If you look in architectural magazines or cooking magazines, kitchens have become enormous, high-tech wonders; ads show monster appliances, triple ovens and fridges big enough to park a cow in. I will admit to having been drawn into big kitchen lust — taken in by kitchen porn. I spent quite a bit of time complaining about how small my kitchen was in our last house.
Now that we are living in a smallish apartment, and moving to an even smaller one this summer, kitchen porn looks odd to me now. I cook as much or more than I did before, and other than not being able to have people loitering in the kitchen (which is open to the living room), it doesn’t really matter.
Our refrigerator is smaller as well, though not as small as it could be. We don’t really use all of the space in it as is, which is another oddity since we had an enormous 25cu ft model in the States that was always full.
I think that the catalyst for this change has been that since we moved to London, I have become far more committed to fresh, seasonal, local food, and you simply don’t need a big fridge when you are committed to fresh and seasonal. When your shopping and cooking responds to the marketplace, the baker, vegetable store and neighbourhood vendor, storage space, both refrigerated and non-, shrinks drastically.
Tags: cooking, Eating, unnecessary, Unnecessary Things
These are the ramblings of 
You know Jon that the other day on a morning local news show there was a segment called killer kitchens. The phrase was interestingly enough repeated three times and ended on that note. This “killer kitchen” had four refrigerators, five ovens, a microwave, a warming drawer, two dishwashers and a trash compactor all in a residential kitchen.
I would definitely sentence that kitchen death.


#### EXERCISE DESCRIPTION:
Copy each line in the data that includes the word "taustiņš".

#### SOURCE MATERIAL:
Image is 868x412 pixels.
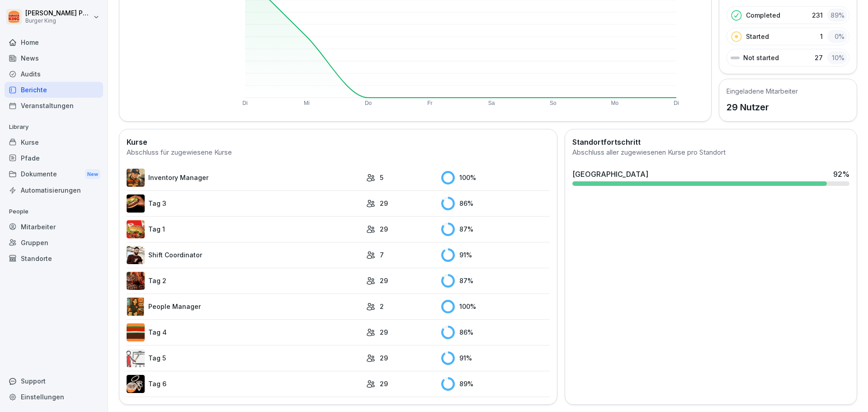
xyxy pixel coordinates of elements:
a: Inventory Manager [127,169,362,187]
p: Completed [746,11,781,20]
p: Library [5,120,103,135]
h2: Kurse [127,137,550,147]
p: People [5,205,103,219]
div: New [85,169,101,180]
img: o1h5p6rcnzw0lu1jns37xjxx.png [127,169,145,187]
a: News [5,50,103,66]
p: 29 [380,225,388,234]
text: Do [365,100,372,107]
text: Fr [428,100,432,107]
a: [GEOGRAPHIC_DATA]92% [569,165,853,189]
a: Tag 4 [127,323,362,342]
h5: Eingeladene Mitarbeiter [727,87,798,96]
p: Burger King [25,17,91,24]
text: Sa [488,100,495,107]
div: 100 % [442,171,550,185]
div: 10 % [827,51,847,64]
div: 91 % [442,351,550,365]
img: kxzo5hlrfunza98hyv09v55a.png [127,221,145,239]
text: Mo [611,100,619,107]
text: Mi [304,100,310,107]
a: Pfade [5,150,103,166]
div: 89 % [442,377,550,391]
a: Audits [5,66,103,82]
p: 231 [812,11,823,20]
div: 91 % [442,249,550,262]
p: 29 Nutzer [727,101,798,114]
div: 89 % [827,9,847,22]
div: 86 % [442,326,550,339]
a: Tag 6 [127,375,362,393]
a: Tag 5 [127,349,362,367]
p: 29 [380,199,388,208]
a: Berichte [5,82,103,98]
text: Di [674,100,679,107]
a: Shift Coordinator [127,246,362,264]
div: 0 % [827,30,847,43]
a: Einstellungen [5,389,103,405]
p: 29 [380,353,388,363]
p: 5 [380,173,384,183]
img: hzkj8u8nkg09zk50ub0d0otk.png [127,272,145,290]
div: Abschluss für zugewiesene Kurse [127,147,550,158]
img: q4kvd0p412g56irxfxn6tm8s.png [127,246,145,264]
div: 86 % [442,197,550,211]
a: Kurse [5,135,103,150]
text: So [550,100,557,107]
p: 29 [380,276,388,285]
a: Tag 2 [127,272,362,290]
a: People Manager [127,298,362,316]
img: vy1vuzxsdwx3e5y1d1ft51l0.png [127,349,145,367]
a: Tag 1 [127,221,362,239]
img: xc3x9m9uz5qfs93t7kmvoxs4.png [127,298,145,316]
p: [PERSON_NAME] Pecher [25,9,91,17]
p: 1 [821,32,823,41]
a: Standorte [5,251,103,267]
a: DokumenteNew [5,166,103,183]
div: [GEOGRAPHIC_DATA] [572,169,649,180]
p: Started [746,32,769,41]
a: Mitarbeiter [5,219,103,235]
div: 92 % [833,169,850,180]
a: Home [5,35,103,50]
p: 7 [380,250,384,260]
p: 27 [815,53,823,63]
div: Support [5,373,103,389]
div: Dokumente [5,166,103,183]
p: 29 [380,328,388,337]
img: cq6tslmxu1pybroki4wxmcwi.png [127,195,145,213]
a: Tag 3 [127,195,362,213]
p: 29 [380,379,388,389]
a: Veranstaltungen [5,98,103,113]
div: 87 % [442,274,550,288]
h2: Standortfortschritt [572,137,850,147]
div: 100 % [442,300,550,313]
img: a35kjdk9hf9utqmhbz0ibbvi.png [127,323,145,342]
a: Automatisierungen [5,183,103,198]
div: 87 % [442,223,550,236]
text: Di [242,100,247,107]
a: Gruppen [5,235,103,251]
div: Abschluss aller zugewiesenen Kurse pro Standort [572,147,850,158]
img: rvamvowt7cu6mbuhfsogl0h5.png [127,375,145,393]
p: 2 [380,302,384,311]
p: Not started [743,53,779,63]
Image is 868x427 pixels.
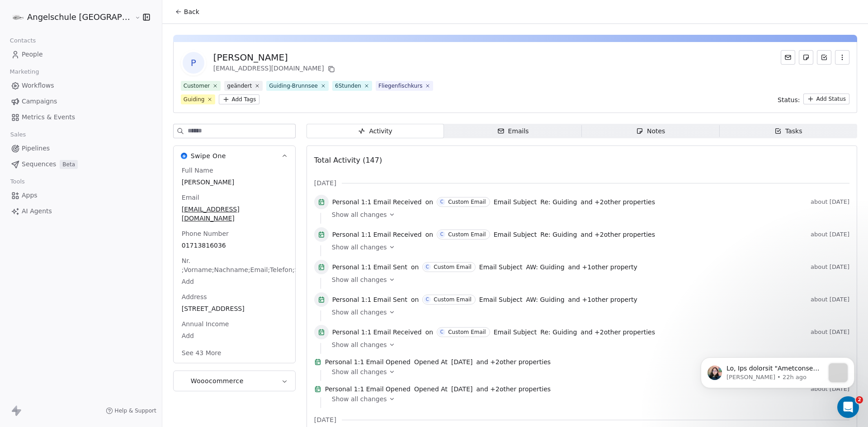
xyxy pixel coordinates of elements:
[494,328,537,337] span: Email Subject
[332,275,843,284] a: Show all changes
[7,141,155,156] a: Pipelines
[22,191,37,200] span: Apps
[22,97,57,106] span: Campaigns
[580,230,655,239] span: and + 2 other properties
[22,50,43,59] span: People
[11,10,128,25] button: Angelschule [GEOGRAPHIC_DATA]
[525,263,564,271] span: AW: Guiding
[803,94,850,104] button: Add Status
[811,329,850,336] span: about [DATE]
[214,51,337,64] div: [PERSON_NAME]
[180,229,230,238] span: Phone Number
[332,395,843,404] a: Show all changes
[182,241,287,250] span: 01713816036
[106,407,156,415] a: Help & Support
[182,304,287,313] span: [STREET_ADDRESS]
[426,230,433,239] span: on
[7,110,155,125] a: Metrics & Events
[180,378,187,384] img: Wooocommerce
[335,82,361,90] div: 6Stunden
[7,79,155,93] a: Workflows
[332,197,422,207] span: Personal 1:1 Email Received
[22,112,75,122] span: Metrics & Events
[448,199,486,205] div: Custom Email
[174,166,295,363] div: Swipe OneSwipe One
[182,178,287,186] span: [PERSON_NAME]
[811,263,850,271] span: about [DATE]
[219,95,260,104] button: Add Tags
[214,64,337,75] div: [EMAIL_ADDRESS][DOMAIN_NAME]
[332,263,407,271] span: Personal 1:1 Email Sent
[856,396,863,404] span: 2
[332,210,843,219] a: Show all changes
[174,371,295,391] button: WooocommerceWooocommerce
[494,197,537,207] span: Email Subject
[59,160,78,169] span: Beta
[7,94,155,109] a: Campaigns
[332,308,387,317] span: Show all changes
[114,407,156,415] span: Help & Support
[476,384,550,394] span: and + 2 other properties
[426,328,433,337] span: on
[332,230,422,239] span: Personal 1:1 Email Received
[332,395,387,404] span: Show all changes
[7,204,155,219] a: AI Agents
[332,368,387,376] span: Show all changes
[580,197,655,207] span: and + 2 other properties
[568,263,638,271] span: and + 1 other property
[6,34,40,48] span: Contacts
[269,82,318,90] div: Guiding-Brunnsee
[180,293,209,302] span: Address
[332,368,843,376] a: Show all changes
[540,328,577,337] span: Re: Guiding
[580,328,655,337] span: and + 2 other properties
[332,308,843,317] a: Show all changes
[434,264,471,270] div: Custom Email
[332,210,387,219] span: Show all changes
[12,12,23,23] img: logo180-180.png
[379,82,422,90] div: Fliegenfischkurs
[22,159,56,169] span: Sequences
[687,340,868,403] iframe: Intercom notifications message
[7,128,30,142] span: Sales
[494,230,537,239] span: Email Subject
[332,275,387,284] span: Show all changes
[325,384,410,394] span: Personal 1:1 Email Opened
[180,193,201,202] span: Email
[184,7,200,16] span: Back
[191,151,226,161] span: Swipe One
[314,415,336,424] span: [DATE]
[332,340,843,349] a: Show all changes
[540,230,577,239] span: Re: Guiding
[7,188,155,203] a: Apps
[811,296,850,303] span: about [DATE]
[314,156,382,164] span: Total Activity (147)
[440,231,443,238] div: C
[182,277,287,286] span: Add
[169,4,205,20] button: Back
[476,357,550,367] span: and + 2 other properties
[176,345,227,361] button: See 43 More
[7,47,155,62] a: People
[174,146,295,166] button: Swipe OneSwipe One
[540,197,577,207] span: Re: Guiding
[811,198,850,205] span: about [DATE]
[778,95,800,104] span: Status:
[332,340,387,349] span: Show all changes
[448,329,486,335] div: Custom Email
[180,320,231,329] span: Annual Income
[7,175,29,189] span: Tools
[227,82,252,90] div: geändert
[636,126,665,136] div: Notes
[182,205,287,223] span: [EMAIL_ADDRESS][DOMAIN_NAME]
[180,256,317,274] span: Nr. ;Vorname;Nachname;Email;Telefon;StraßE
[180,153,187,159] img: Swipe One
[448,231,486,238] div: Custom Email
[451,357,473,367] span: [DATE]
[451,384,473,394] span: [DATE]
[497,126,529,136] div: Emails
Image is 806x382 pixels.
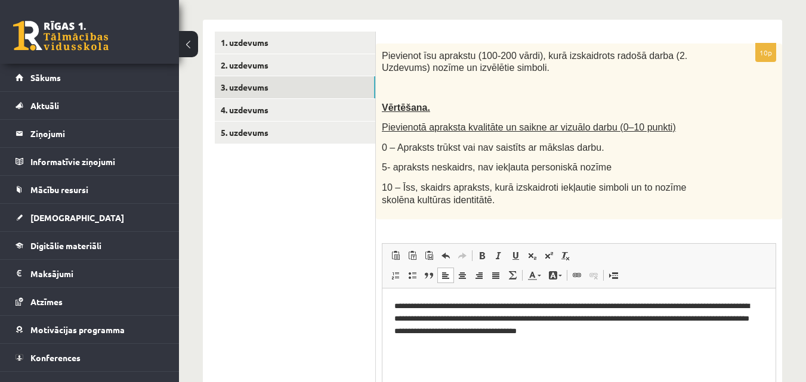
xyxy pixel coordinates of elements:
span: 10 – Īss, skaidrs apraksts, kurā izskaidroti iekļautie simboli un to nozīme skolēna kultūras iden... [382,183,686,205]
a: Ievietot kā vienkāršu tekstu (vadīšanas taustiņš+pārslēgšanas taustiņš+V) [404,248,421,264]
a: Fona krāsa [545,268,566,283]
a: Teksta krāsa [524,268,545,283]
a: Slīpraksts (vadīšanas taustiņš+I) [490,248,507,264]
p: 10p [755,43,776,62]
a: Apakšraksts [524,248,541,264]
a: 4. uzdevums [215,99,375,121]
span: Pievienot īsu aprakstu (100-200 vārdi), kurā izskaidrots radošā darba (2. Uzdevums) nozīme un izv... [382,51,687,73]
span: 0 – Apraksts trūkst vai nav saistīts ar mākslas darbu. [382,143,604,153]
a: Atkārtot (vadīšanas taustiņš+Y) [454,248,471,264]
a: Konferences [16,344,164,372]
legend: Informatīvie ziņojumi [30,148,164,175]
span: Digitālie materiāli [30,240,101,251]
a: Ievietot lapas pārtraukumu drukai [605,268,622,283]
span: Vērtēšana. [382,103,430,113]
span: Atzīmes [30,297,63,307]
a: Saite (vadīšanas taustiņš+K) [569,268,585,283]
a: Izlīdzināt malas [487,268,504,283]
span: Sākums [30,72,61,83]
a: Centrēti [454,268,471,283]
a: Ievietot/noņemt numurētu sarakstu [387,268,404,283]
a: Atzīmes [16,288,164,316]
legend: Maksājumi [30,260,164,288]
a: Rīgas 1. Tālmācības vidusskola [13,21,109,51]
a: 2. uzdevums [215,54,375,76]
a: Atcelt (vadīšanas taustiņš+Z) [437,248,454,264]
a: Aktuāli [16,92,164,119]
legend: Ziņojumi [30,120,164,147]
span: 5- apraksts neskaidrs, nav iekļauta personiskā nozīme [382,162,612,172]
a: Noņemt stilus [557,248,574,264]
span: Mācību resursi [30,184,88,195]
span: Aktuāli [30,100,59,111]
a: Informatīvie ziņojumi [16,148,164,175]
a: Atsaistīt [585,268,602,283]
a: 3. uzdevums [215,76,375,98]
a: [DEMOGRAPHIC_DATA] [16,204,164,232]
a: Mācību resursi [16,176,164,203]
a: Digitālie materiāli [16,232,164,260]
a: Ziņojumi [16,120,164,147]
a: 1. uzdevums [215,32,375,54]
span: Motivācijas programma [30,325,125,335]
span: Pievienotā apraksta kvalitāte un saikne ar vizuālo darbu (0–10 punkti) [382,122,676,132]
a: Ievietot no Worda [421,248,437,264]
a: Maksājumi [16,260,164,288]
span: [DEMOGRAPHIC_DATA] [30,212,124,223]
a: Sākums [16,64,164,91]
a: Izlīdzināt pa labi [471,268,487,283]
a: Pasvītrojums (vadīšanas taustiņš+U) [507,248,524,264]
a: Ievietot/noņemt sarakstu ar aizzīmēm [404,268,421,283]
a: Bloka citāts [421,268,437,283]
a: Motivācijas programma [16,316,164,344]
a: 5. uzdevums [215,122,375,144]
a: Math [504,268,521,283]
a: Ielīmēt (vadīšanas taustiņš+V) [387,248,404,264]
a: Treknraksts (vadīšanas taustiņš+B) [474,248,490,264]
a: Izlīdzināt pa kreisi [437,268,454,283]
span: Konferences [30,353,81,363]
a: Augšraksts [541,248,557,264]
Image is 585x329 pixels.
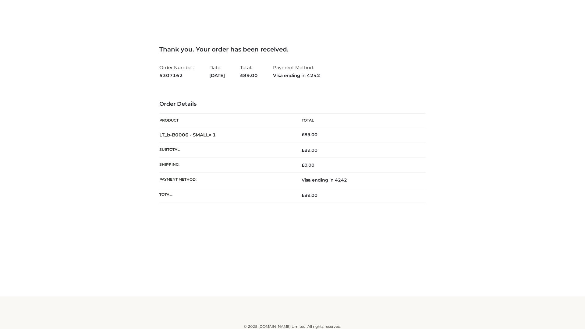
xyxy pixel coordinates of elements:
strong: Visa ending in 4242 [273,72,320,80]
h3: Thank you. Your order has been received. [159,46,426,53]
th: Shipping: [159,158,293,173]
li: Payment Method: [273,62,320,81]
strong: 5307162 [159,72,194,80]
bdi: 89.00 [302,132,318,137]
span: £ [302,148,305,153]
span: 89.00 [302,148,318,153]
span: 89.00 [302,193,318,198]
li: Total: [240,62,258,81]
span: £ [240,73,243,78]
th: Total [293,114,426,127]
th: Total: [159,188,293,203]
h3: Order Details [159,101,426,108]
strong: × 1 [209,132,216,138]
span: 89.00 [240,73,258,78]
th: Product [159,114,293,127]
span: £ [302,193,305,198]
strong: LT_b-B0006 - SMALL [159,132,216,138]
li: Order Number: [159,62,194,81]
bdi: 0.00 [302,162,315,168]
td: Visa ending in 4242 [293,173,426,188]
th: Subtotal: [159,143,293,158]
th: Payment method: [159,173,293,188]
li: Date: [209,62,225,81]
span: £ [302,162,305,168]
span: £ [302,132,305,137]
strong: [DATE] [209,72,225,80]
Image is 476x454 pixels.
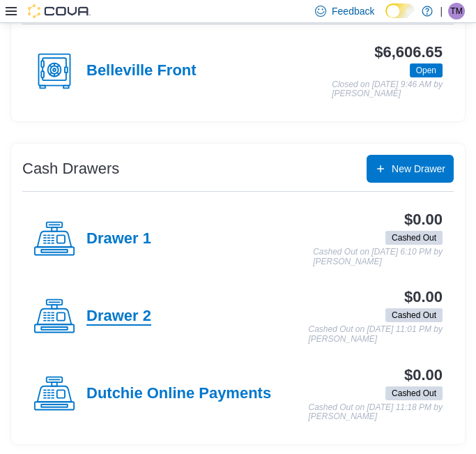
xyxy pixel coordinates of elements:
[86,230,151,248] h4: Drawer 1
[367,155,454,183] button: New Drawer
[449,3,465,19] div: Tim Malaguti
[450,3,462,19] span: TM
[386,231,443,245] span: Cashed Out
[392,232,436,244] span: Cashed Out
[386,4,415,18] input: Dark Mode
[386,309,443,323] span: Cashed Out
[86,62,196,80] h4: Belleville Front
[332,4,374,18] span: Feedback
[308,325,443,344] p: Cashed Out on [DATE] 11:01 PM by [PERSON_NAME]
[404,211,443,228] h3: $0.00
[404,289,443,306] h3: $0.00
[440,3,443,19] p: |
[392,162,446,176] span: New Drawer
[410,63,443,78] span: Open
[332,80,443,99] p: Closed on [DATE] 9:46 AM by [PERSON_NAME]
[392,387,436,399] span: Cashed Out
[313,247,443,266] p: Cashed Out on [DATE] 6:10 PM by [PERSON_NAME]
[392,309,436,322] span: Cashed Out
[28,4,91,18] img: Cova
[416,64,436,77] span: Open
[86,308,151,326] h4: Drawer 2
[404,367,443,384] h3: $0.00
[308,403,443,422] p: Cashed Out on [DATE] 11:18 PM by [PERSON_NAME]
[386,386,443,400] span: Cashed Out
[374,44,443,61] h3: $6,606.65
[86,385,272,403] h4: Dutchie Online Payments
[22,160,120,177] h3: Cash Drawers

#### ANSWER FOR THE TASK:
a: Ievietot kā vienkāršu tekstu (vadīšanas taustiņš+pārslēgšanas taustiņš+V) [404,248,421,264]
a: Slīpraksts (vadīšanas taustiņš+I) [490,248,507,264]
a: Atkārtot (vadīšanas taustiņš+Y) [454,248,471,264]
a: Saite (vadīšanas taustiņš+K) [569,268,585,283]
a: Atcelt (vadīšanas taustiņš+Z) [437,248,454,264]
a: Pasvītrojums (vadīšanas taustiņš+U) [507,248,524,264]
a: Ielīmēt (vadīšanas taustiņš+V) [387,248,404,264]
a: Treknraksts (vadīšanas taustiņš+B) [474,248,490,264]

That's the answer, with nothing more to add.